Saturday, October 2, 2010

Stephanie Whitehead -Impracticality


The lovely new green in the middle of campus is highly aesthetic and reminds us greatly of the ancient Roman forums connecting us to our history and making us think of great knowledge and politics. While this is all well and good, I find that it lacks a certain something. While it is highly aesthetic and nice too look at leading up to the new McMurran hall, the emptiness of it is resounding. I watch everyday as hundreds of students swarm around the green and walk on the sidewalks surrounding it. It is as if the lawn is marked off limits or taboo. To watch students milling everywhere but ON the green you would think that to do so would be worth severe punishment. This is a tragedy. This is a place where students can have a place to interact on a daily basis in the open air and enjoy the day while they are not in class. Instead is has been turned into a space of aesthetic qualities to impress people visiting our campus. At first glance you might presume that students on campus just simply don't spend time outside simply enjoying the day. However that is not true. There are students on York lawn, Potomac lawn, James River lawn and even the lawn by the fountain between the library and Wingfield not twenty yard from the green in the center of our campus. Every other place on campus where there can be communion between the students and the out of doors is being used as such. Why then is this new great lawn not being utilized? Before the change on campus students would spend time basking in the sun much preferring to study there than indoors. What is the difference that causes us to avoid the great lawn now? I see no edicts demanding that this lawn much be a space of aesthetic value and beauty and no students should be seen walking across it or laying on it. In fact, I think it would be more aesthetically pleasing to see students using it and giving it a sense of place and interacting with outside world while going about their daily lives.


Aim of the task: Reproduce the records word for word, from the first line to the line containing "Image is 868x451 pixels.".

+++ Study material

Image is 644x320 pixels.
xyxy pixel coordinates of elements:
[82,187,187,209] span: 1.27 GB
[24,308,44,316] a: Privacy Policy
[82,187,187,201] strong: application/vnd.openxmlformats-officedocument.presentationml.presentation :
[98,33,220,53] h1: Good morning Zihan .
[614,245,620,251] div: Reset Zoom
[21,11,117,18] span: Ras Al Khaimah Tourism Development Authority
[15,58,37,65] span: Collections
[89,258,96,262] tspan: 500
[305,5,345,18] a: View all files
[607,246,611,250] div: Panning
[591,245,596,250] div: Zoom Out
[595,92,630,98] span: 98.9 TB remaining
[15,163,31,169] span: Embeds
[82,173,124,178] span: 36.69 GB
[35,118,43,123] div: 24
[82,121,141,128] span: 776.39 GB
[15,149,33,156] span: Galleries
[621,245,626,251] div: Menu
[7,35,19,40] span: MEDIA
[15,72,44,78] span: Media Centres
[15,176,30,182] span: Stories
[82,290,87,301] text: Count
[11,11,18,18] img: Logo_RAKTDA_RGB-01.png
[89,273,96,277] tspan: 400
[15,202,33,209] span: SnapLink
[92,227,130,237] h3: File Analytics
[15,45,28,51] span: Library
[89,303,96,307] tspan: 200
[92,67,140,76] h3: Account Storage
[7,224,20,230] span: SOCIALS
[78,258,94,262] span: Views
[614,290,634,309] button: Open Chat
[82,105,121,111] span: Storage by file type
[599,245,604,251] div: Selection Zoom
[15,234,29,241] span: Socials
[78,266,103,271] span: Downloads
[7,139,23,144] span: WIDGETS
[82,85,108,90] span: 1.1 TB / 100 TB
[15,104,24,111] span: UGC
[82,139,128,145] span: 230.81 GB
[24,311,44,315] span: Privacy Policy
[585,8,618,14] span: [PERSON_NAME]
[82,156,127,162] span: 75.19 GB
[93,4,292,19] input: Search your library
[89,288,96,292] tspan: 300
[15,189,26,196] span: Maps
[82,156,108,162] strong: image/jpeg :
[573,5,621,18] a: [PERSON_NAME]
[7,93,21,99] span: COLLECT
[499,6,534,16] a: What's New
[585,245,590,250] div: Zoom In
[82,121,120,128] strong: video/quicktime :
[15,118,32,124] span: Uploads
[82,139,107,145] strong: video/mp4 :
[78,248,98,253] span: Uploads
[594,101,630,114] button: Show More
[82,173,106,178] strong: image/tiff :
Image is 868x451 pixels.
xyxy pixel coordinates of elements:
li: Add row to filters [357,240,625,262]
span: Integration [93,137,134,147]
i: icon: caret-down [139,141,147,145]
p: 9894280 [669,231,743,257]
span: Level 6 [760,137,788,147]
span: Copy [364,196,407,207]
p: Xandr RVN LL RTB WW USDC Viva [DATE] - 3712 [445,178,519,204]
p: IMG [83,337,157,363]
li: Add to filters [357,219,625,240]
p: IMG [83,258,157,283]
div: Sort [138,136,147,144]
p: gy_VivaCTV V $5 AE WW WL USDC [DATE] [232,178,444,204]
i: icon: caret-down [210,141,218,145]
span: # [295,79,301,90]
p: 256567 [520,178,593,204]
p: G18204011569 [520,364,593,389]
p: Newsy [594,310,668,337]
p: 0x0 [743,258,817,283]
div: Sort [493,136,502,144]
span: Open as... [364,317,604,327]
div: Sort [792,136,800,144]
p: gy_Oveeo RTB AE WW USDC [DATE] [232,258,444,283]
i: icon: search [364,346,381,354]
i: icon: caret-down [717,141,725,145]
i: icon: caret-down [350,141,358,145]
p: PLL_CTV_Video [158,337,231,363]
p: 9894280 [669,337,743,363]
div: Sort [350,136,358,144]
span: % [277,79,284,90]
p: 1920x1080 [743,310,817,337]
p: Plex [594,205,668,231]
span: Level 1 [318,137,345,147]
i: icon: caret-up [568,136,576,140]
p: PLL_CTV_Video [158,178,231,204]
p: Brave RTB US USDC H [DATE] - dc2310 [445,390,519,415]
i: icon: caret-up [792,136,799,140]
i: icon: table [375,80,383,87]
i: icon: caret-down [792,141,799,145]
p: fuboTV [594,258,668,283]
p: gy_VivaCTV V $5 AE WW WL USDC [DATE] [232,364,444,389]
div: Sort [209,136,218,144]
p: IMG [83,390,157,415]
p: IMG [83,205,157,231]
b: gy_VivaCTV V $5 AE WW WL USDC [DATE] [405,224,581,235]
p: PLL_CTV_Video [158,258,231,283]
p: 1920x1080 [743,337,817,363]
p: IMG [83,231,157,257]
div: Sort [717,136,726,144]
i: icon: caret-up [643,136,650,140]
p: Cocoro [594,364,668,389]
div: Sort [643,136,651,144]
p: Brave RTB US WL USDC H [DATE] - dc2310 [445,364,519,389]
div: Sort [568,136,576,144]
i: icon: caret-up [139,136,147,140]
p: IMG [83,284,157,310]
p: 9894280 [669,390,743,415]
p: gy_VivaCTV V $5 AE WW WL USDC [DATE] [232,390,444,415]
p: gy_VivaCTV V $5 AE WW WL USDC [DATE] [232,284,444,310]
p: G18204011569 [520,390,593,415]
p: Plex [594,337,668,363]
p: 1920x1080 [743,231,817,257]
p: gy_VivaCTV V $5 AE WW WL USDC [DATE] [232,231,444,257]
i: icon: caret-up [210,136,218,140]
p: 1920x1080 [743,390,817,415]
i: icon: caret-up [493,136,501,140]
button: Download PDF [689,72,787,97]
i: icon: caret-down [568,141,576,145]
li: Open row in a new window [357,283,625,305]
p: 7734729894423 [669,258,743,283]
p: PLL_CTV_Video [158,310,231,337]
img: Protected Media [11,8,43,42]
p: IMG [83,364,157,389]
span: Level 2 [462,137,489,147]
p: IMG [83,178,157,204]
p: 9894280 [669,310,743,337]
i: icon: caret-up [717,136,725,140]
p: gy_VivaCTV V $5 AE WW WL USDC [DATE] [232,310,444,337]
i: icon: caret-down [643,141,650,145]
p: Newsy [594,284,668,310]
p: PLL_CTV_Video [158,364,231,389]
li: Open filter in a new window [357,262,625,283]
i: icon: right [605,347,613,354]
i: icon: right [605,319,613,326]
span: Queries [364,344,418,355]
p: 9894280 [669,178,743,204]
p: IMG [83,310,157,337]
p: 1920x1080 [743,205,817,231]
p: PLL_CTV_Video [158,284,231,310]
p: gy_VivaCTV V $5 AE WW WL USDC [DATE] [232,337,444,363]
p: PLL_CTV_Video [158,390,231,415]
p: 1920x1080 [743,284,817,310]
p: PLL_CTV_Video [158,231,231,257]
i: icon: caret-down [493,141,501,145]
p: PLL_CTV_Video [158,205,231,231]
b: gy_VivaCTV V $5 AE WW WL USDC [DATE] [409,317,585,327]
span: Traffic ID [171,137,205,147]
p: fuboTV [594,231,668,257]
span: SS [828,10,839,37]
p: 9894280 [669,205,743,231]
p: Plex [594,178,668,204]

++++++

Response to this exercise:
Image is 644x320 pixels.
xyxy pixel coordinates of elements:
[82,187,187,209] span: 1.27 GB
[24,308,44,316] a: Privacy Policy
[82,187,187,201] strong: application/vnd.openxmlformats-officedocument.presentationml.presentation :
[98,33,220,53] h1: Good morning Zihan .
[614,245,620,251] div: Reset Zoom
[21,11,117,18] span: Ras Al Khaimah Tourism Development Authority
[15,58,37,65] span: Collections
[89,258,96,262] tspan: 500
[305,5,345,18] a: View all files
[607,246,611,250] div: Panning
[591,245,596,250] div: Zoom Out
[595,92,630,98] span: 98.9 TB remaining
[15,163,31,169] span: Embeds
[82,173,124,178] span: 36.69 GB
[35,118,43,123] div: 24
[82,121,141,128] span: 776.39 GB
[15,149,33,156] span: Galleries
[621,245,626,251] div: Menu
[7,35,19,40] span: MEDIA
[15,72,44,78] span: Media Centres
[15,176,30,182] span: Stories
[82,290,87,301] text: Count
[11,11,18,18] img: Logo_RAKTDA_RGB-01.png
[89,273,96,277] tspan: 400
[15,202,33,209] span: SnapLink
[92,227,130,237] h3: File Analytics
[15,45,28,51] span: Library
[89,303,96,307] tspan: 200
[92,67,140,76] h3: Account Storage
[7,224,20,230] span: SOCIALS
[78,258,94,262] span: Views
[614,290,634,309] button: Open Chat
[82,105,121,111] span: Storage by file type
[599,245,604,251] div: Selection Zoom
[15,234,29,241] span: Socials
[78,266,103,271] span: Downloads
[7,139,23,144] span: WIDGETS
[82,85,108,90] span: 1.1 TB / 100 TB
[15,104,24,111] span: UGC
[82,139,128,145] span: 230.81 GB
[24,311,44,315] span: Privacy Policy
[585,8,618,14] span: [PERSON_NAME]
[82,156,127,162] span: 75.19 GB
[93,4,292,19] input: Search your library
[89,288,96,292] tspan: 300
[15,189,26,196] span: Maps
[82,156,108,162] strong: image/jpeg :
[573,5,621,18] a: [PERSON_NAME]
[7,93,21,99] span: COLLECT
[499,6,534,16] a: What's New
[585,245,590,250] div: Zoom In
[82,121,120,128] strong: video/quicktime :
[15,118,32,124] span: Uploads
[82,139,107,145] strong: video/mp4 :
[78,248,98,253] span: Uploads
[594,101,630,114] button: Show More
[82,173,106,178] strong: image/tiff :
Image is 868x451 pixels.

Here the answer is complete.